Performance evaluation of woven fabrics made from recycled PET and recycled cotton fibres
DOI:
https://doi.org/10.56042/ijftr.v50i1.4191Keywords:
Cotton waste, PET bottle, Recycled cotton, Recycled polyester, Woven fabricAbstract
This study investigates the performance properties of woven fabrics produced using rotor yarns in both weft and warp directions, which contain recycled polyethylene terephthalate (r-PET) fibres from PET bottles and recycled cotton fibres (r-CO) from cotton clothing wastes in different blend ratios. Additionally, fabrics are produced using weft and warp yarns composed of virgin fibres, including 100% virgin cotton (CO), 100% virgin polyester (PET), and a 50/50% CO/r-CO blend, to enable performance comparisons. Samples containing recycled fibres exhibit higher yarn unevenness, thick places and neps values, along with lower breaking strength, tear strength, relative water vapour permeability, air permeability compared to their virgin counterparts. Among samples composed entirely of 100% recycled fibres, an increasing r-CO fibre ratio corresponds to greater unevenness, thick places and neps values, while air permeability and thermal resistance decrease. However, noconsistent trend emerges in breaking strength, elongation, tear strength, abrasion resistance, or relative water vapour permeability, depending on fibre blend ratios.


• Exercise requirements
Report every line of the records below that contains the word "pmin".

(Excerpted records Opens)

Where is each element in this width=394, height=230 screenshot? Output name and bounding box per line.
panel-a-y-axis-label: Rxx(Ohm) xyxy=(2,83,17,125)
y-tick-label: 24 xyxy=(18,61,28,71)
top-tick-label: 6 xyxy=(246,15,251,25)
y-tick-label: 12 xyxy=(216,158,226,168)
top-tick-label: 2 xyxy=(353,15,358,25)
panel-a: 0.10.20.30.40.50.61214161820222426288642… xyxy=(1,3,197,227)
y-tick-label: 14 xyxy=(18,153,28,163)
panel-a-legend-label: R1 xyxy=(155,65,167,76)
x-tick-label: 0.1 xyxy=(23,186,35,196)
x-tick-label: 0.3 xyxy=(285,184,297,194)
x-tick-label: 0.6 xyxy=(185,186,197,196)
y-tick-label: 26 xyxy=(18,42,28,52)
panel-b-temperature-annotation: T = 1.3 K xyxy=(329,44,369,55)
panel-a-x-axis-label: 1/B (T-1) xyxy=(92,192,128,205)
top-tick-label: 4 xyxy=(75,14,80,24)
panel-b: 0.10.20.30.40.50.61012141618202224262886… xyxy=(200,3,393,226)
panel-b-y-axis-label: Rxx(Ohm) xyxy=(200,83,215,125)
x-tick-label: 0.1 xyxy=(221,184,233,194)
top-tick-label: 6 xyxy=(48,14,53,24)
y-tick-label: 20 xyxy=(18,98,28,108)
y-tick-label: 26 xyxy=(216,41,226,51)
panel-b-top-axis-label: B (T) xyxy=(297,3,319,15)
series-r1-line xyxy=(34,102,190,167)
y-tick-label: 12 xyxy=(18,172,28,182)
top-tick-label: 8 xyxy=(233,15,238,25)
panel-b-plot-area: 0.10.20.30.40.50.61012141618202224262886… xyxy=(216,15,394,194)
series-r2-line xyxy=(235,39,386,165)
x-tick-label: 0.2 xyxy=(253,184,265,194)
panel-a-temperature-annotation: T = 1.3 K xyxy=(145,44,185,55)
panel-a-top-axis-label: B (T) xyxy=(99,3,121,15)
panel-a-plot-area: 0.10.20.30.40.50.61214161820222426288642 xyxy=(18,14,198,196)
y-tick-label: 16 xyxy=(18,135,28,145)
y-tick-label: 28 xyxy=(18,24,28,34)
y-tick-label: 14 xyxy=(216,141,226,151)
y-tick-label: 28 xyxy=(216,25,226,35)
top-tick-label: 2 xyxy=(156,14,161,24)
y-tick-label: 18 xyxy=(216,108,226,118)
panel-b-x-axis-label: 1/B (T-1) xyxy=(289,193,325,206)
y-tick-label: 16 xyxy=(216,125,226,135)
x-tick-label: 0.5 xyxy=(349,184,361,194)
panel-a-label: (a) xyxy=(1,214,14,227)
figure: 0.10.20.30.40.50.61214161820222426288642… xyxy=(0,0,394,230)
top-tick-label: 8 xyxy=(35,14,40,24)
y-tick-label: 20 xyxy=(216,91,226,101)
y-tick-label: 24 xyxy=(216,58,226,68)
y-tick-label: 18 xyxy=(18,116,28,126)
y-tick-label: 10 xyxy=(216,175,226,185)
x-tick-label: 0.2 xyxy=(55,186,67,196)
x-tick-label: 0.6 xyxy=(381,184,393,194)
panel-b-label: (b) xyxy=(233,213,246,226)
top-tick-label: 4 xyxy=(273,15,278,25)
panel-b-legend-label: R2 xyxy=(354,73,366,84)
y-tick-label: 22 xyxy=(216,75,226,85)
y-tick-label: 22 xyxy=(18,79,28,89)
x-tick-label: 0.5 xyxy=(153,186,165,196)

(Excerpted records Closes)
(Excerpted records Opens)

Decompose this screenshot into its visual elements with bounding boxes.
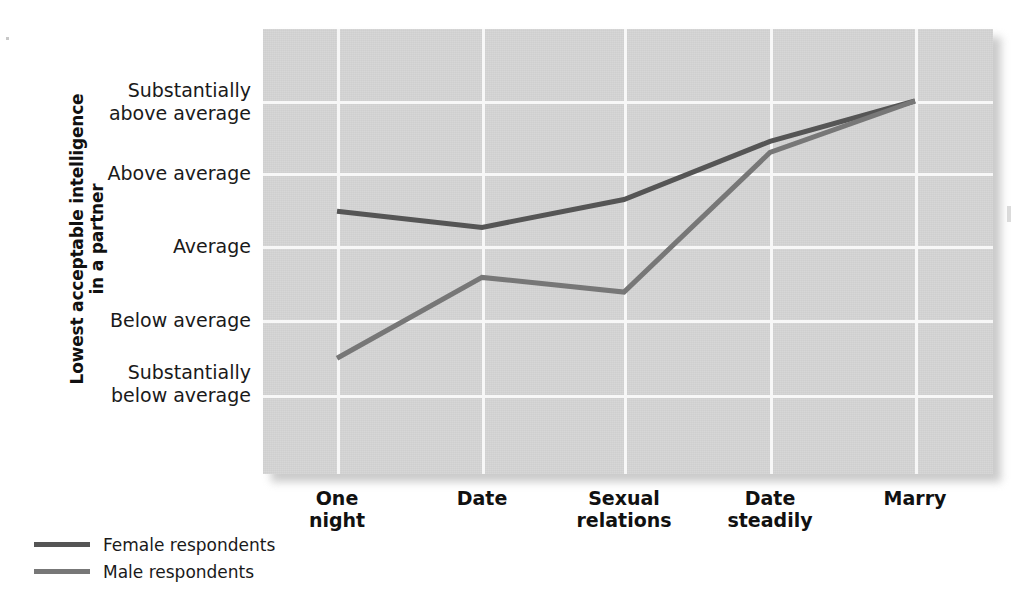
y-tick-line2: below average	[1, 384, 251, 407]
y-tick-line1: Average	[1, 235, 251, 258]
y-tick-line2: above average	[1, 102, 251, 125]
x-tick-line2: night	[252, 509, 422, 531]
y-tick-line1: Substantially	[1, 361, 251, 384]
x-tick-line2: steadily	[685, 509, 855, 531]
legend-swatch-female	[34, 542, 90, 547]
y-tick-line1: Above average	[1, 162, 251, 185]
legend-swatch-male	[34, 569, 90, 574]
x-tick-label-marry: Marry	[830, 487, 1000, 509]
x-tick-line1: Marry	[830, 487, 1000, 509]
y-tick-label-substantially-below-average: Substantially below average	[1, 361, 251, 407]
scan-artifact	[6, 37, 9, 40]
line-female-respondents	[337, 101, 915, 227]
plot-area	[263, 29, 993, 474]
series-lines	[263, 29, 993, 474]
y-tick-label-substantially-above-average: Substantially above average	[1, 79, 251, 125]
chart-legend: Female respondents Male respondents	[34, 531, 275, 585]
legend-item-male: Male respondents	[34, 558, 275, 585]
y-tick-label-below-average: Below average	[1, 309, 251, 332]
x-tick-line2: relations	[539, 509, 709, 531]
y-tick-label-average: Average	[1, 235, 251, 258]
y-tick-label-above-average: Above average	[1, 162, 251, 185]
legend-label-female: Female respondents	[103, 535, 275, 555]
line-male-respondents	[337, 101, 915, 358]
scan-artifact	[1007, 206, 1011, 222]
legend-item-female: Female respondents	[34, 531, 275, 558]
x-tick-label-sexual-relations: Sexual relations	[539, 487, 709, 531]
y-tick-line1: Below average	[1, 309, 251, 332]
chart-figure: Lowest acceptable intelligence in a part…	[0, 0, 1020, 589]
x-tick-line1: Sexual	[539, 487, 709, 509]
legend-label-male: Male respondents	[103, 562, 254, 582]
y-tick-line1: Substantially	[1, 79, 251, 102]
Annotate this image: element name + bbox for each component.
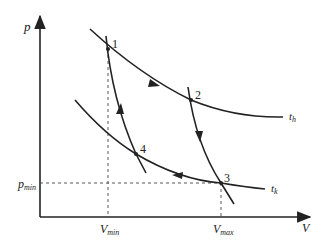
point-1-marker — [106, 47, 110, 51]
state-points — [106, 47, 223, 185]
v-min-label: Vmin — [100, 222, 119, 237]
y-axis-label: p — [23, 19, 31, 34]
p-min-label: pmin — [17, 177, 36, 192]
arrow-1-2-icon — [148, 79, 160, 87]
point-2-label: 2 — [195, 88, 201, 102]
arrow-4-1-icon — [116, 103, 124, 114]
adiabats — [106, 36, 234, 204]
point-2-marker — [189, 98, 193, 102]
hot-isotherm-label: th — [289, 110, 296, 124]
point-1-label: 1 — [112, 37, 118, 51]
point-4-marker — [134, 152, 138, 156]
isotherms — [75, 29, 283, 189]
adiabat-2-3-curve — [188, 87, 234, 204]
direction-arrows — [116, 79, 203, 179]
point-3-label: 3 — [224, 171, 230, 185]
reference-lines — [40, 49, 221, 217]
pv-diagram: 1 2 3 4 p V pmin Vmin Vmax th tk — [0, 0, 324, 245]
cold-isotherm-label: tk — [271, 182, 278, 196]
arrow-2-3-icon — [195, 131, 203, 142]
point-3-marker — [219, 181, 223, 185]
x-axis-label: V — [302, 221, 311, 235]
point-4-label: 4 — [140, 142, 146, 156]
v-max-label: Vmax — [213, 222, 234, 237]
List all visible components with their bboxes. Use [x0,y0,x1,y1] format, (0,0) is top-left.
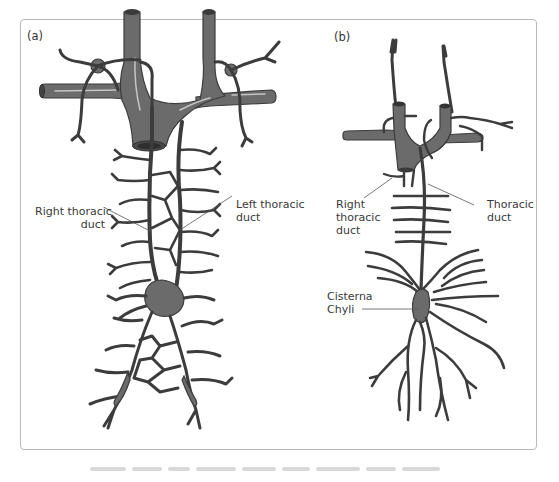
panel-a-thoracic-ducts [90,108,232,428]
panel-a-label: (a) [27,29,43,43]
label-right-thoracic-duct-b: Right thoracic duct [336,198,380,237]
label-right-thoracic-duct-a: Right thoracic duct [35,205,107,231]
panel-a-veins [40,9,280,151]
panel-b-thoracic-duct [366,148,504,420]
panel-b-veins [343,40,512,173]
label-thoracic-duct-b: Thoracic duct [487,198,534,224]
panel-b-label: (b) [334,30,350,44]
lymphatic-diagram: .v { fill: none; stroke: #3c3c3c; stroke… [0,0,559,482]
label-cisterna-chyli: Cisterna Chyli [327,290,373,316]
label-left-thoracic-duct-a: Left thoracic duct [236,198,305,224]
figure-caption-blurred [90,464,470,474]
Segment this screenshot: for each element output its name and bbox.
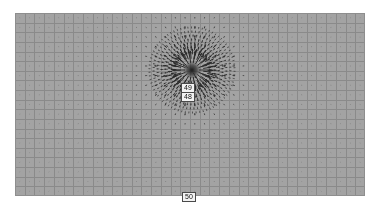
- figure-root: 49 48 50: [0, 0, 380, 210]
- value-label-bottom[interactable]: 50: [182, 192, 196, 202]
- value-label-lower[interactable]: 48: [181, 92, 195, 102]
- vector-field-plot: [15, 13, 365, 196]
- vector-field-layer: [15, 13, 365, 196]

(Excerpted records Closes)

• Exercise response
p-min-label: pmin — [17, 177, 36, 192]
pv-diagram: 1 2 3 4 p V pmin Vmin Vmax th tk — [0, 0, 324, 245]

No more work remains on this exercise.